Set app.conf.task_always_eager = True in the test configuration so .apply().get() runs the task synchronously; two passing assertions confirm the ceiling check fires and a malformed segment is skipped rather than crashing the batch.

Failure modes and troubleshooting

Frequently asked questions

Should I use Redis or RabbitMQ as the broker?

Both work; the trade-off is operational. Redis is lighter to run and doubles as the result backend, which suits a single-region deployment evaluating duty limits. RabbitMQ gives stronger delivery semantics, priority queues, and per-message TTL, which matter when a dual-jurisdiction carrier needs strict ordering and priority routing between compliance_critical and routine queues. Whichever you choose, enable persistence so queued validations survive a restart.

How do I guarantee a retried batch does not double-commit a crew assignment?

Combine acks_late=True with an idempotent commit. Give each batch_job an idempotency key and make the database write an upsert on that key rather than an insert, so a re-delivered task claims the job once and every subsequent attempt is a no-op. The task’s compute path can be re-run safely; only the commit needs to be guarded.

Does the 840-minute ceiling cover the whole of Part 117?

No. The 840-minute figure is only the absolute §117.13 Table B ceiling. A production check must look up the applicable Table B row and column for the acclimated report time and segment count (which can cap the FDP as low as 9 hours), then evaluate the §117.23 rolling cumulative windows (100 h / 672 h, 60 h / 168 h, and the annual caps) and the §117.25 rest minimum. The stub isolates the simplest rule so the pattern is clear; the real engine is cached and context-aware.

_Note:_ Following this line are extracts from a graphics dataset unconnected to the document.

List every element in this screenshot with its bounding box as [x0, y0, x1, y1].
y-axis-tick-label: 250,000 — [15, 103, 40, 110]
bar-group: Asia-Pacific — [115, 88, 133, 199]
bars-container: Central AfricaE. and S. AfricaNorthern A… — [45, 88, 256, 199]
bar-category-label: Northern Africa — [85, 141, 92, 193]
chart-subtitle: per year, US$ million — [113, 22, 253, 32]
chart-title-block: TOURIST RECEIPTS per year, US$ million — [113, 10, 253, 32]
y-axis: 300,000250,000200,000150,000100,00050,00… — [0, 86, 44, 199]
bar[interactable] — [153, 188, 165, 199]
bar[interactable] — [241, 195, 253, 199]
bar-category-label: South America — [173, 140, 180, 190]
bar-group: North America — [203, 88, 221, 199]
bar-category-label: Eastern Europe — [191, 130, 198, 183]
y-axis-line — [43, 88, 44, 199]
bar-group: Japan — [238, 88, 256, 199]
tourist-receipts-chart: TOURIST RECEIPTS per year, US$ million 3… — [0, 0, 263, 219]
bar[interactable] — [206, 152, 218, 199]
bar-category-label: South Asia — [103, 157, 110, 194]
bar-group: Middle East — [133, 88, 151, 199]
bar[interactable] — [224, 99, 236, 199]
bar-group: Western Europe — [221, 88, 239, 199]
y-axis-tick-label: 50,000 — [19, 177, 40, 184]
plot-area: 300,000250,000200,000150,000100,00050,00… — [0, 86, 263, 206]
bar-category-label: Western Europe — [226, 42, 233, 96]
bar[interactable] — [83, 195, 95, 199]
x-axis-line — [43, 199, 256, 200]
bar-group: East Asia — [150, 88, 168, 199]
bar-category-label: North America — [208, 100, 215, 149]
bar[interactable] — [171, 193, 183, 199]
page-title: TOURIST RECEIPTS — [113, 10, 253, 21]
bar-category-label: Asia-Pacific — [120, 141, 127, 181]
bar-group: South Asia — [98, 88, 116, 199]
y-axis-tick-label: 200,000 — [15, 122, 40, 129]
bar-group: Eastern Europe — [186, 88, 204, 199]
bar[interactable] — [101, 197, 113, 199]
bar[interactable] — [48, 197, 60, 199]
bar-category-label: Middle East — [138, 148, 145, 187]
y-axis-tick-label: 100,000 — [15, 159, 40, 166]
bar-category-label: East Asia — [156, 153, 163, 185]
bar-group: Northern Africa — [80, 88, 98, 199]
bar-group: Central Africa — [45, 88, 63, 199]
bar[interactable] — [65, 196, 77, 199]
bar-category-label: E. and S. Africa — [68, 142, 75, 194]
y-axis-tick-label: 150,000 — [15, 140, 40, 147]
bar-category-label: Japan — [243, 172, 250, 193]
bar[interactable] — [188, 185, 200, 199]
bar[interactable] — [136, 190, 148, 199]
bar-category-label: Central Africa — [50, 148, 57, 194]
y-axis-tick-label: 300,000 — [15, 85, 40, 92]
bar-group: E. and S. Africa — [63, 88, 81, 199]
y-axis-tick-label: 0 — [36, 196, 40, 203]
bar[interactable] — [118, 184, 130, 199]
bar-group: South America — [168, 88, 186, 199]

How does a schedule delta that crosses a DST transition stay correct?

Keep every instant in UTC through the task and derive the local report hour that keys the Table B band only at evaluation, using the segment’s originating zone. Because departure_utc and fdp_minutes are absolute, the FDP duration is unaffected by a wall-clock change; only the local-hour lookup needs the zone. Reject naive timestamps at ingestion so a DST boundary never silently shifts the band.

Where do violations go once the worker flags them?

Into the structured result backend, and — for hard breaches — onto an event the scheduler consumes asynchronously, never a blocking call back into the ingestion endpoint. Soft flags (a non-preferred rest facility) can be reviewed and overridden; hard §117.13 or cumulative breaches are enforced. Every verdict is persisted with the batch ID, payload hash, and rule version behind the system security and access boundaries controls, so an FAA or EASA audit can replay exactly how a roster was cleared.

Back to Async Batch Processing Workflows.